Anyways, a historian in one documentary said something that was deceptively profound.
“Edison decided he was going to be about inventing. He was going to invent full-time.”
That was a new concept in Edison’s day? That blew my mind. Today, one of our most popular TV shows revolves around people pitching their inventions in the hopes of turning it into a successful business.
Obviously, people invented stuff in Edison’s day, but apparently he was one of the first people to do it as his main hustle, exclusively inventing and commercializing brand new technologies.
At the time, there wasn’t even really a mental model of what a “successful” inventor looked like. Edison had to figure that out.
Tragically, humans hate this sort of ambiguity.
When we think about our careers and the contributions we want to make to the world, we often lack Edison’s courage and prefer to just do the things we’ve seen work before. It’s easier to cut and paste from a few compelling role models, proven professions, or tried-and-true paths.
Sometimes, following the crowd works (the now-conventional wisdom “learn to code” probably isn’t bad advice in general). Sometimes, though, it’s tragic (are people still getting accounting majors?!).
Even if pursuing a “traditional” path works out financially, it’s not hard to accidentally sacrifice what is uniquely valuable about your perspective or personality in the process.

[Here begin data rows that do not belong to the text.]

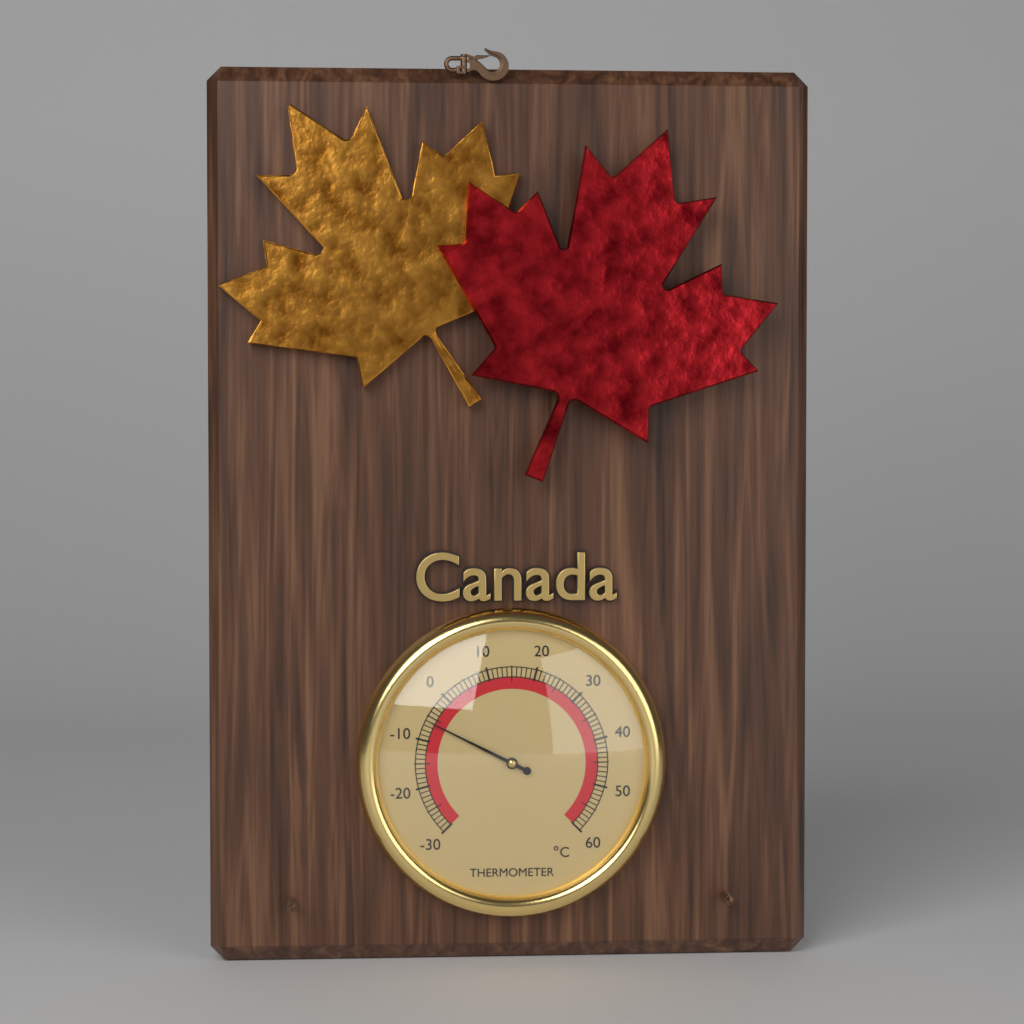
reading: -6 °C
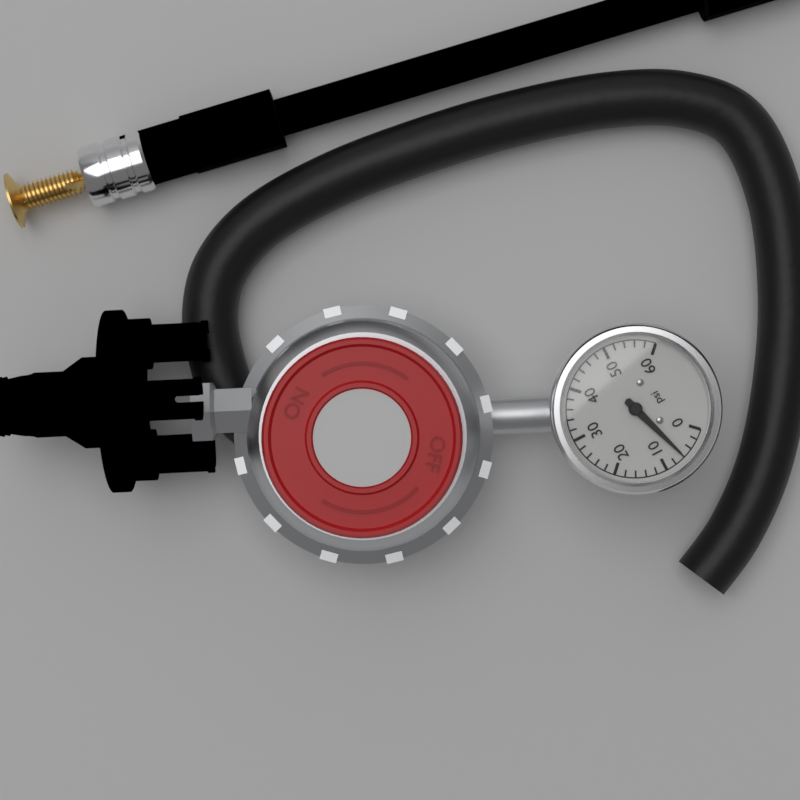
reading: 6 psi
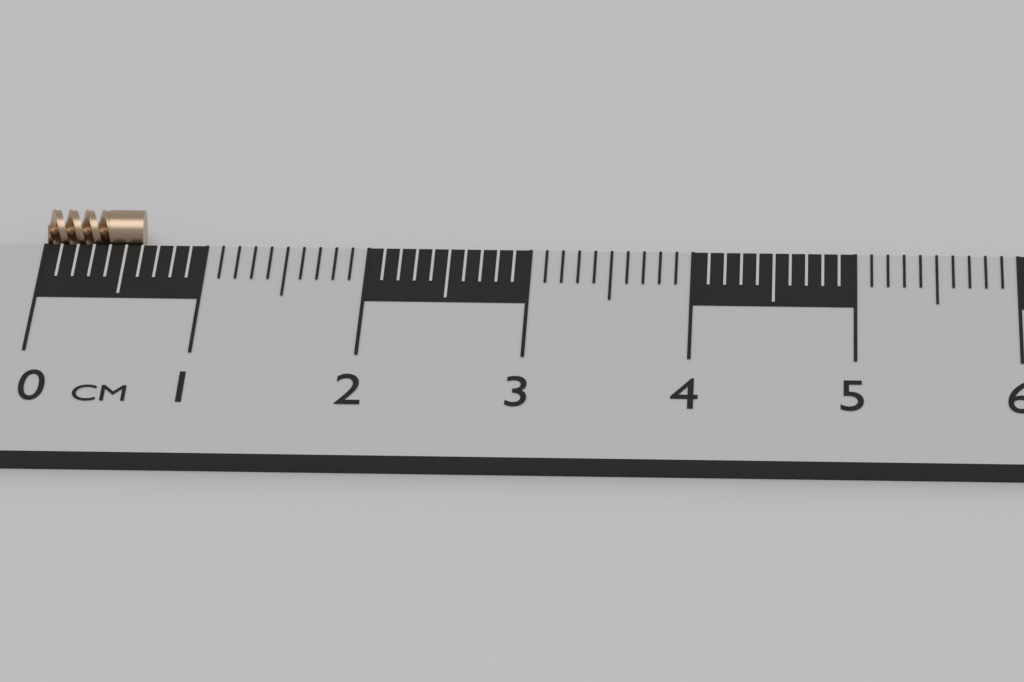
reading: 0.6 cm
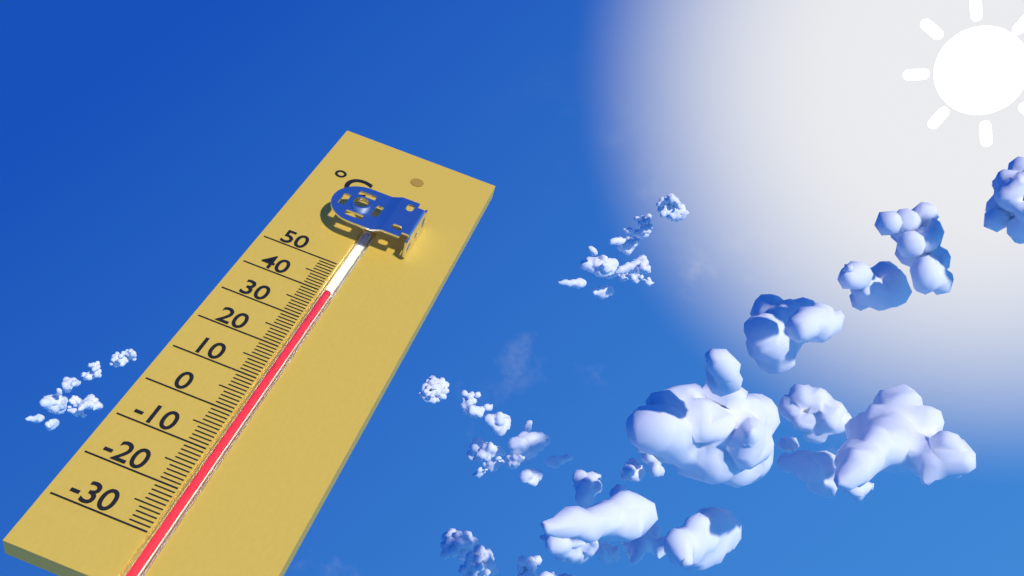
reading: 40 °C
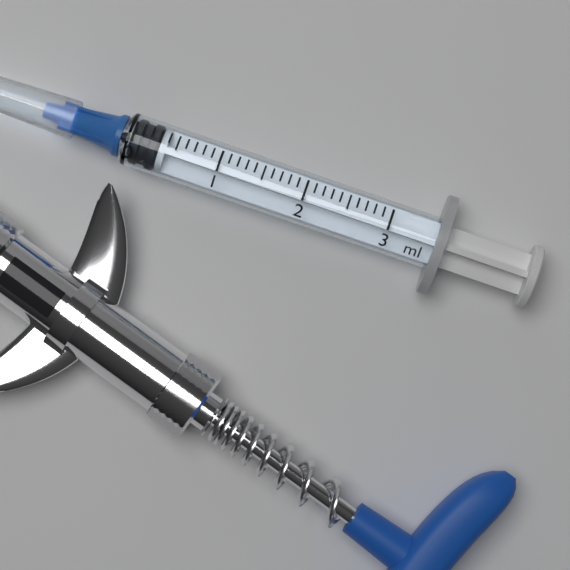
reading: 0.0 ml
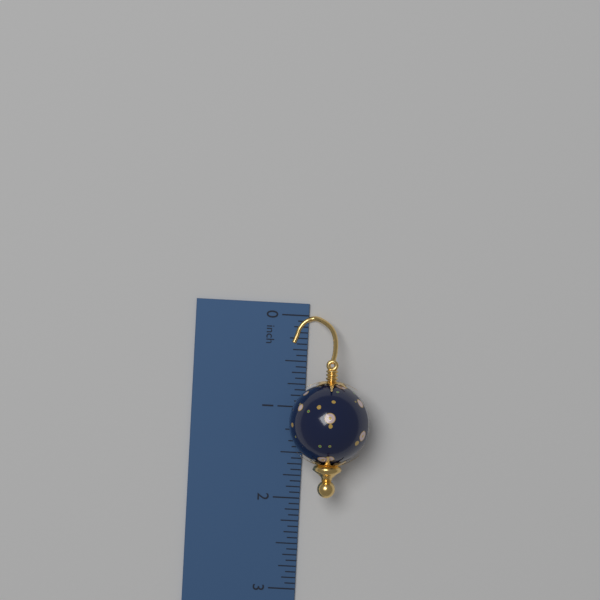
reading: 1.9375 inch
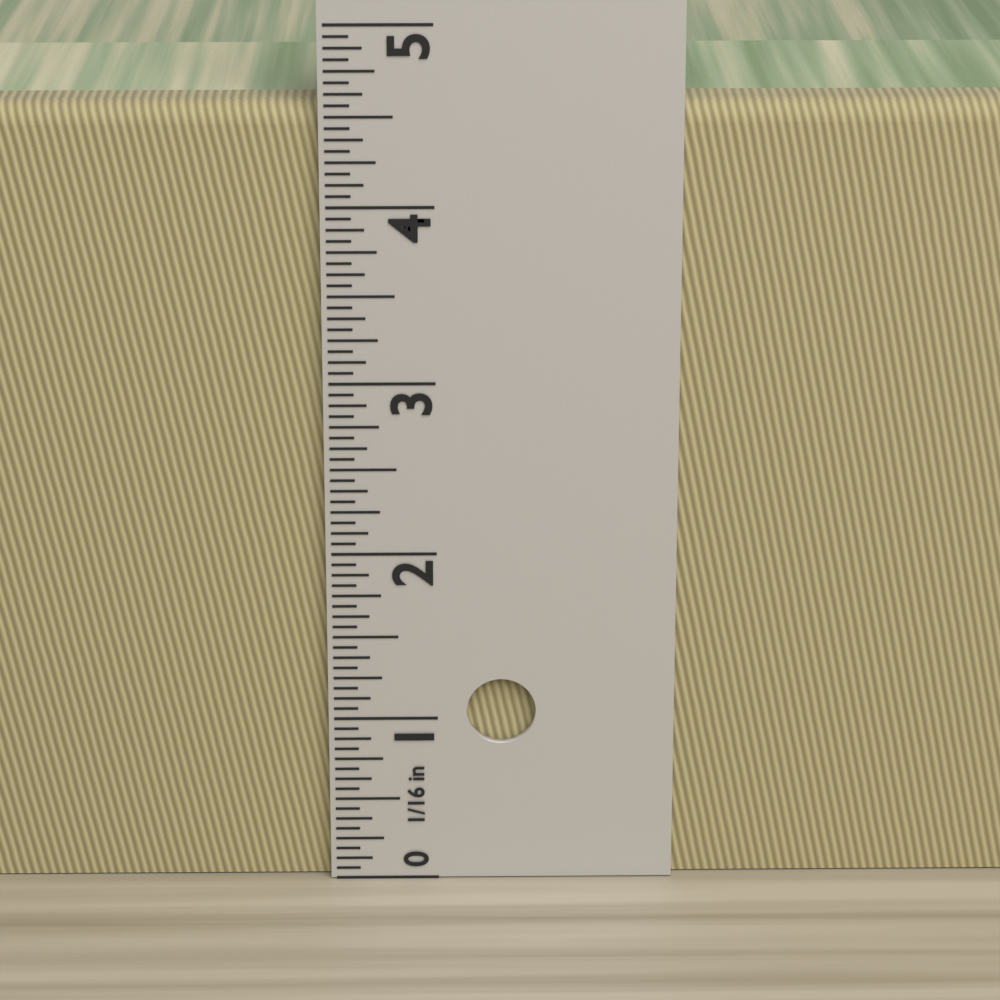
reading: 4.5625 in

“The people who make Vice President at this bank are soulless, miserable creatures who frequently fill their comically-large penthouses with people they, deep down, despise. Therefore, it is imperative that I kill my personality and sense of humor as soon as possible. Because, money.”
That outcome feels as tragic as picking a dying career path. They both cost the world a unique contribution.
At some point, every compelling role model had to ignore the prevailing wisdom of their time and be the first person to do something.
They had to suck it up and deal with the uncertainty.
Their genius is only obvious in hindsight.
Our “normal” is just the world a few weirdos championed 50 years earlier.